At the Wellingtonista, we love us some live theatre and comedy. About the only things we love more are bars and hard liquor, so when a PR company offered us some vodka to give away as a promotion for a comedy show staged in a bar, how could we resist?

As it turns out, quite easily. While “Did I Believe It?”, a parody of 1970s British science shows, does indeed sound like it could be fun, as some of the more Anglophile Wellingtonistas pointed out, it did sound an awful lot like “Look Around You” by the brilliant Robert Popper and Peter Serafinowicz. An awful lot like it. And you know what? That’s exactly what Popper and Serafinowicz thought too.

After first expressing surprise and consternation on Twitter, they did the right and proper thing: they created a parody account for Did I Believe It (or at least, we presume it was them). It’s funny, but not quite as ridiculous as the real Did I Believe It Twitter account, given the latter’s transparent promotion of the sponsor’s product. And no intentional comedy can even come close to the satirical management-speak brilliance of the show’s own PR:

“We’re really trying to radicalise the audience experience. We’re interested in shifting and changing the parameters of how we tell stories. The ultimate take out is [the audience] have a really unexpected time … Around that time 42 Below were also looking to create something experiential,” he says of the joint venture.

Retro-computer nerds (or those who are merely old enough and sad enough to actually remember it) might also get a laugh out of the exhortation to “Power up your overhead projector and flick the switch on your Commodore 64. Take a trip back to 1978…” Wait: a C64 in 1978?!
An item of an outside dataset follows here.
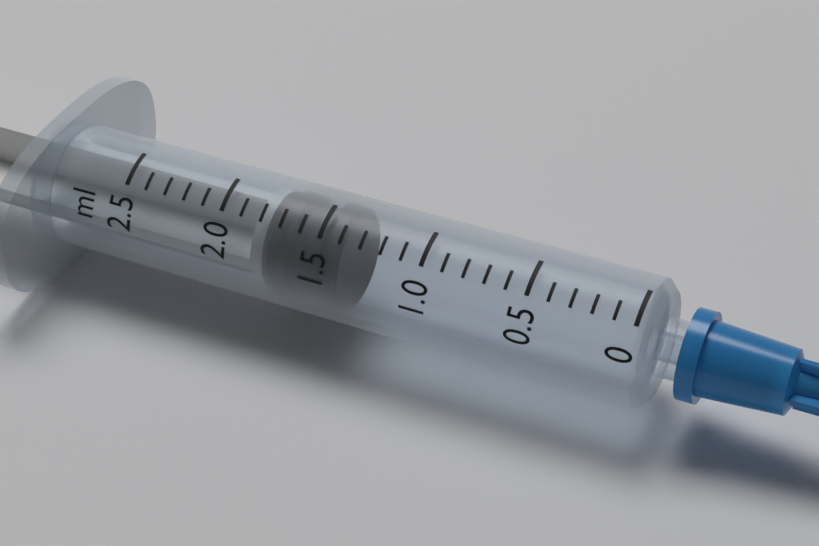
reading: 1.4 ml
Don’t let us put you off: it could very well be a very amusing experience. It would just be very nice if they didn’t blather on about how radical and original it is to stage a play in a bar (we’ve seen plays in Mighty Mighty, SFBH and the Southern Cross, among others). And it would be really, really nice if they gave just a teeny bit of acknowledgement to the people who have already done the same thing so very very well.